I am using following config
import logging
FORMAT = '%(levelname)s: %(asctime)-15s: %(filename)s: %(funcName)s: %(module)s: %(message)s'
logging.basicConfig(filename="/var/log/out.log", level=logging.INFO, format=FORMAT)
LOGGER = logging.getLogger("Customer")
And then there some libraries which I have imported. Those Libraries have debug logging statements like
LOGGER = logging.getLogger(__name__)
LOGGER.debug('add_timeout: added timeout %s; deadline=%s at %s',
timeout_id, deadline, timeout_at)
When I run my program it prints debug logs of internal libraries as well. I want to avoid debug logs at all.
You can set a different logging level for each logging handler but it seems you will have to set the logger's level to the "lowest". In the example below I set the logger to DEBUG, the stream handler to INFO and the TimedRotatingFileHandler to DEBUG. So the file has DEBUG entries and the stream outputs only INFO.
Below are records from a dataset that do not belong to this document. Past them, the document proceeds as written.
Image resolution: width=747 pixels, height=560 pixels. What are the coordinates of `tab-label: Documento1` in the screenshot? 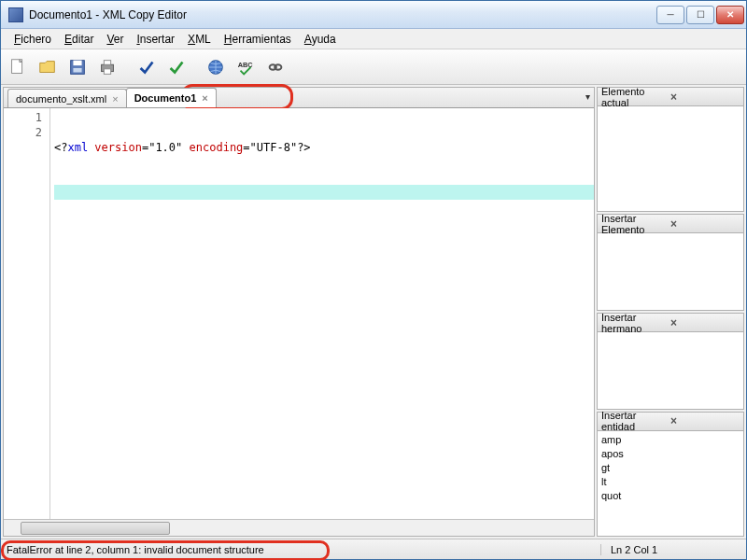 It's located at (166, 98).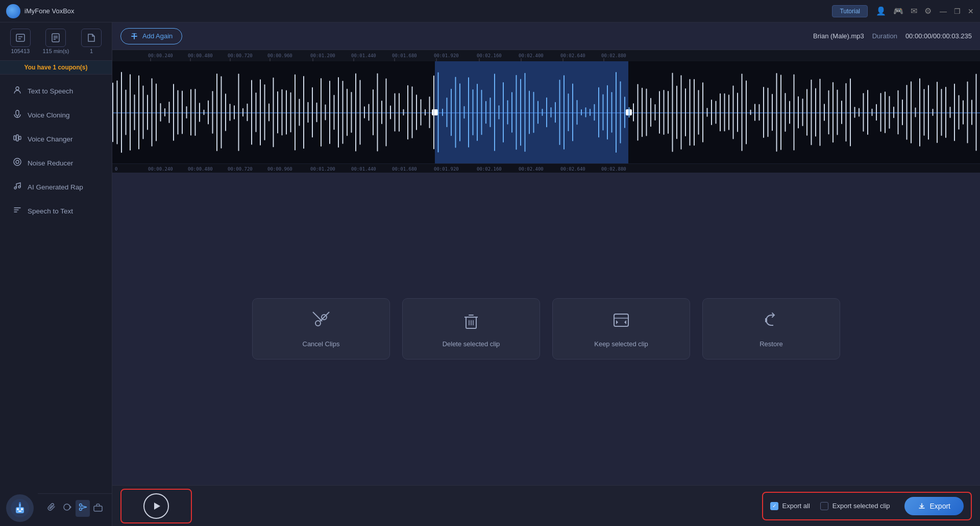 This screenshot has height=526, width=980. What do you see at coordinates (928, 11) in the screenshot?
I see `settings-icon: ⚙` at bounding box center [928, 11].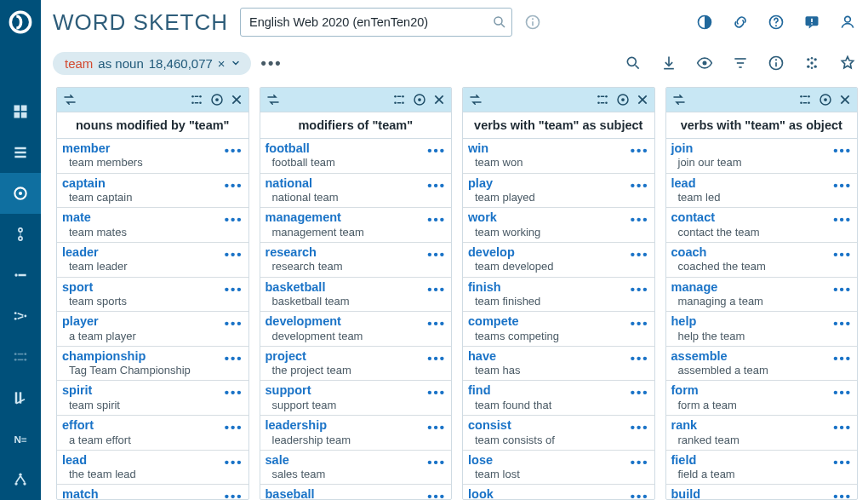 The width and height of the screenshot is (868, 500). What do you see at coordinates (315, 218) in the screenshot?
I see `collocate-word: management` at bounding box center [315, 218].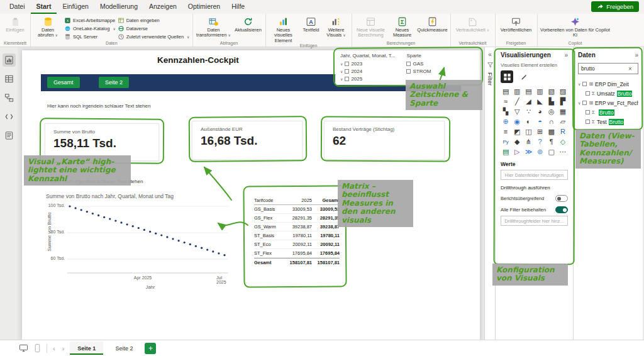 The width and height of the screenshot is (644, 356). I want to click on shape-map-icon: ◐, so click(528, 121).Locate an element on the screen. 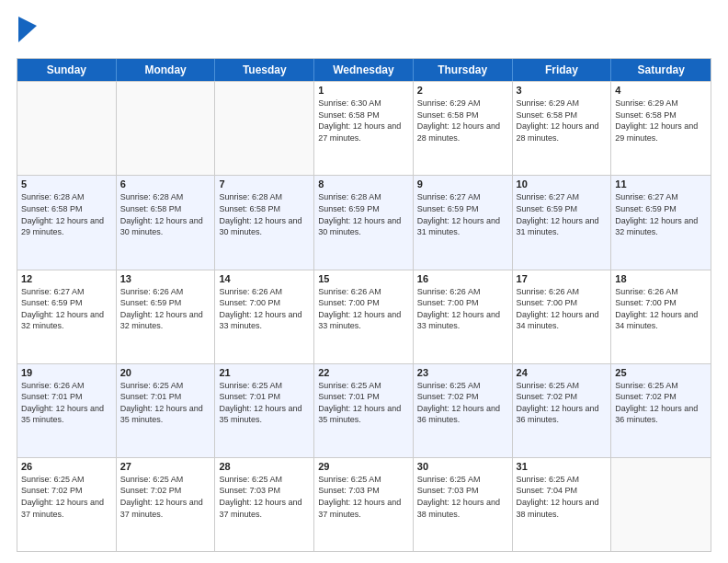 The width and height of the screenshot is (728, 563). cal-cell-2-4: 8Sunrise: 6:28 AM Sunset: 6:59 PM Daylig… is located at coordinates (364, 223).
The logging level is set with setLevel . It sets the threshold for this logger to lvl . Logging messages which are less severe than lvl will be ignored. In the example, we change the logging level to DEBUG .
We can add variable data into our logs using any formatting style, like the f-strings introduced in Python 3.6. 00:16 In this example, I've defined a variable called name and it's holding the string 'John' . Then I log a new event with the level ERROR and I give it the message of f'{name} raised an error' .
The below code should do the trick.
loggers = [logging.getLogger(name) for name in logging.root.manager.loggerDict]
for logger in loggers:
logger.setLevel(logging.INFO)
The first line returns the list of logs instantiated. The for loop just sets the level to all the logs.